Later history of the newspaper can be told either as a series of struggles, advances and reverses in the cause of liberty or as a more continuous history of economic and technological progress. The most important phase in press history started after the entrance into the modern definition of the newspaper. Mc Quail has listed the qualifications of a newspaper as follows:

  • Regular and frequent appearance
  • Commodity form
  • Informational content
  • Public sphere functions
  • Urban, secular audience
  • Relative freedom

Genres of newspaper according to Mc Quail:
  • The political press
  • The prestige press
  • The commercial newspaper

Stanley J. Baran and Dennis K. Davis has stated in 'Mass Communication Theory' that in the mid and late nineteenth century, popular demand for cheap media content drove the development of new media such as the penny press. High-speed printing presses and other technological advancement made it practical to mass produce the printed word at very low cost. Urban newspapers boomed all along the East Coast and in major trading centers across the United States. Newspaper circulation wars broke out and led to development of yellow journalism, the irresponsible side of the penny press.

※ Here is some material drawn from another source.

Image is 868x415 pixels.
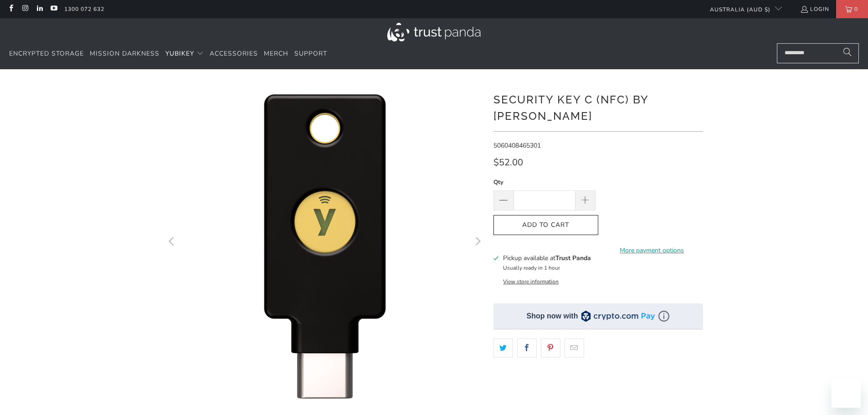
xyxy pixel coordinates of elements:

In 1700, Benjamin Harris published the first American newspaper, Publick Occurrences both Foreign and Domestick, which contained material offensive to the ruling power. The paper was suppressed after one issue. Fourteen years would pass before another attempt would surface. In 1704, the Boston News Letter was published by John Campbell.
Competition grew as the number of newspaper goes up.

A Joseph R. Dominick presented in 'The Dynamics of Mass Communication', several conditions had to exist before a mass press could come into existence:

  • A printing press had to be invented that would produce copies quickly and cheaply.
  • Enough people had to know how to read in order to support such a pres.
  • A 'mass audience' had to be present.

The Penny Press, Yellow Journalism and the birth of Mass Newspapers:

Dominick has identified the four changes during the period of Penny Press (1833-1860):
  • The basis of economic support for newspapers.
  • The pattern of newspaper distribution.
  • The definition of what constituted news.
  • The techniques of news collection.

Then Yellow Journalism (1880-1905) brought enthusiasm, energy, and spirit to the practice of journalism, along with aggressive reporting and investigative stories.

New York City in the 1890s, when Joseph Pulitzer, William Randolph Hearst and two dozen dailies fought for the eyes and the pennies of millions of people newly exposed to reading and to print.

Although the newspaper press already had a long history, it was only towards the end of the nineteenth century that newspapers escaped from the constraints of localism, elitism or sectionalism (political or religious) and became a medium 'for the masses', although were still mainly large urban populations. The formal study of the newspaper has its main roots in German universities early in the twentieth century under the heading of Zeitungswissenschaft. (Mc Quail 4)


McQuail, Denis. Mc Quail's Reader in Mass Communicatioin Theory.London: Sage Publications,2004.